For the cream cheese frosting

Method

  1. For the carrot cake, preheat the oven to 180C/170C Fan/Gas 4. Grease and line a deep, 20cm/8in round cake tin with baking paper.

  2. Break the eggs into a large bowl, and lightly whisk using a fork. Add the vegetable oil and whisk again. Stir in the grated carrots, raisins, walnut pieces and orange zest.

  3. In a separate large bowl, sift together the flour, mixed spice, bicarbonate of soda and salt. Stir in the sugar.

  4. Add the wet carrot mixture to the dry ingredients and mix well to combine, making sure there are no pockets of flour.

  5. Spoon the cake batter into the lined tin and bake on the middle shelf for 1–1¼ hours, until the cake has risen and is golden-brown all over. Remove the cake from the oven and set aside in the tin to cool for 10–15 minutes, then turn the cake out and leave to cool completely on a wire rack.

  6. While the carrot cake cools, make the frosting. Place the softened butter in a large bowl with the caster sugar, beat it for 2–3 minutes until light and creamy, then stir in the cream cheese until smooth.

  7. Place the cake on a serving plate or cake stand. Use a palette knife, or flat-bladed knife, to spread the frosting over the top and sides of the cake. Scatter more walnuts on the top and serve.

Recipe Tips

Before frosting, carrot cake will keep for a week and can be frozen for up to a month. Once the cake is frosted keep it chilled.

Make sure the cake is completely cold before adding the frosting. If it's warm it will melt and slide off.

Although we love the easy-going simplicity of this cake, if you want something a little fancier, you can leave the cake to cool completely before carefully slicing it horizontally into two (or even three) layers and sandwiching them with the cream cheese frosting. It will create an impressive stack for special occasions.
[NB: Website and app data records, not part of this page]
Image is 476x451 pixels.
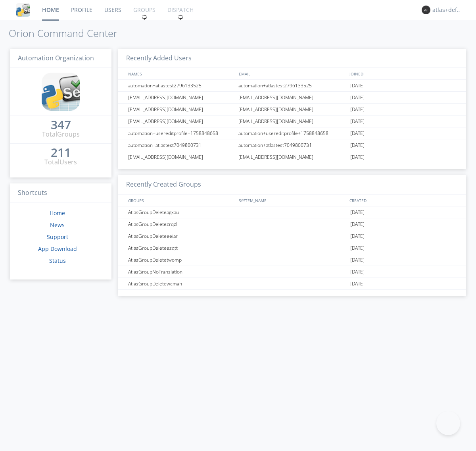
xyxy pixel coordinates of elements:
div: automation+atlastest7049800731 [126,139,236,151]
div: JOINED [348,68,459,80]
a: automation+atlastest7049800731automation+atlastest7049800731[DATE] [118,139,466,151]
div: AtlasGroupDeleteezqtt [126,242,236,254]
span: [DATE] [350,128,365,139]
a: [EMAIL_ADDRESS][DOMAIN_NAME][EMAIL_ADDRESS][DOMAIN_NAME][DATE] [118,103,466,116]
div: [EMAIL_ADDRESS][DOMAIN_NAME] [237,103,348,115]
div: AtlasGroupNoTranslation [126,266,236,278]
span: [DATE] [350,139,365,151]
div: [EMAIL_ADDRESS][DOMAIN_NAME] [237,151,348,163]
span: [DATE] [350,278,365,290]
div: [EMAIL_ADDRESS][DOMAIN_NAME] [126,92,236,103]
a: AtlasGroupDeleteagxau[DATE] [118,206,466,218]
div: automation+usereditprofile+1758848658 [126,128,236,139]
div: automation+atlastest2796133525 [237,80,348,91]
div: 211 [51,149,71,156]
div: EMAIL [237,68,348,80]
a: 347 [51,120,71,130]
a: automation+usereditprofile+1758848658automation+usereditprofile+1758848658[DATE] [118,128,466,139]
div: NAMES [126,68,235,80]
a: AtlasGroupDeleteeeiar[DATE] [118,230,466,242]
span: Automation Organization [18,53,94,62]
a: AtlasGroupNoTranslation[DATE] [118,266,466,278]
h3: Shortcuts [10,184,111,203]
span: [DATE] [350,266,365,278]
a: AtlasGroupDeletetwomp[DATE] [118,254,466,266]
a: [EMAIL_ADDRESS][DOMAIN_NAME][EMAIL_ADDRESS][DOMAIN_NAME][DATE] [118,92,466,103]
div: SYSTEM_NAME [237,195,348,206]
div: automation+atlastest7049800731 [237,139,348,151]
a: Status [49,257,66,264]
div: AtlasGroupDeletezrqzl [126,218,236,230]
div: [EMAIL_ADDRESS][DOMAIN_NAME] [237,116,348,127]
a: News [50,221,64,228]
div: [EMAIL_ADDRESS][DOMAIN_NAME] [237,92,348,103]
a: AtlasGroupDeletewcmah[DATE] [118,278,466,290]
span: [DATE] [350,116,365,128]
div: Total Users [45,158,77,167]
a: automation+atlastest2796133525automation+atlastest2796133525[DATE] [118,80,466,92]
div: 347 [51,120,71,129]
span: [DATE] [350,103,365,116]
a: AtlasGroupDeletezrqzl[DATE] [118,218,466,230]
a: 211 [51,149,71,158]
a: App Download [38,245,77,253]
a: [EMAIL_ADDRESS][DOMAIN_NAME][EMAIL_ADDRESS][DOMAIN_NAME][DATE] [118,151,466,163]
span: [DATE] [350,206,365,218]
div: [EMAIL_ADDRESS][DOMAIN_NAME] [126,151,236,163]
img: spin.svg [142,14,148,20]
div: [EMAIL_ADDRESS][DOMAIN_NAME] [126,116,236,127]
div: atlas+default+group [433,6,462,14]
img: cddb5a64eb264b2086981ab96f4c1ba7 [16,3,30,17]
div: AtlasGroupDeleteagxau [126,206,236,218]
div: Total Groups [42,130,80,139]
span: [DATE] [350,151,365,163]
span: [DATE] [350,92,365,103]
a: [EMAIL_ADDRESS][DOMAIN_NAME][EMAIL_ADDRESS][DOMAIN_NAME][DATE] [118,116,466,128]
img: spin.svg [178,14,184,20]
div: automation+usereditprofile+1758848658 [237,128,348,139]
iframe: Toggle Customer Support [437,411,460,435]
a: Support [47,233,68,241]
span: [DATE] [350,242,365,254]
a: AtlasGroupDeleteezqtt[DATE] [118,242,466,254]
div: [EMAIL_ADDRESS][DOMAIN_NAME] [126,103,236,115]
span: [DATE] [350,230,365,242]
img: cddb5a64eb264b2086981ab96f4c1ba7 [42,72,80,111]
div: CREATED [348,195,459,206]
div: AtlasGroupDeletetwomp [126,254,236,265]
img: 373638.png [422,6,431,14]
a: Home [50,209,65,217]
h3: Recently Added Users [118,49,466,68]
h3: Recently Created Groups [118,175,466,195]
div: automation+atlastest2796133525 [126,80,236,91]
div: GROUPS [126,195,235,206]
span: [DATE] [350,254,365,266]
div: AtlasGroupDeletewcmah [126,278,236,290]
div: AtlasGroupDeleteeeiar [126,230,236,242]
span: [DATE] [350,80,365,92]
span: [DATE] [350,218,365,230]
It's essential to use full-fat cream cheese as reduced-fat varieties will result in a runny icing. It's worth checking the fat content on the labels when shopping as some of the budget lines are also comparatively low in fat. Some people swear by branded cream cheese and it's probably because it contains stabilisers which make it easier to work with. Whatever type you use, pour away any liquid in the tub before gently mixing into the creamed butter and sugar. You can beat the butter and sugar really vigorously, but once the cream cheese is added be gentle and stop once it's incorporated.

If you need to thicken your cream cheese frosting don't be tempted to add more icing sugar as this doesn't help (and can actually make it worse). Chilling it and stirring in a little cornflour is a better bet, but very runny frosting is difficult to fix.

If you're not keen on walnuts, pecan nuts work well as an alternative.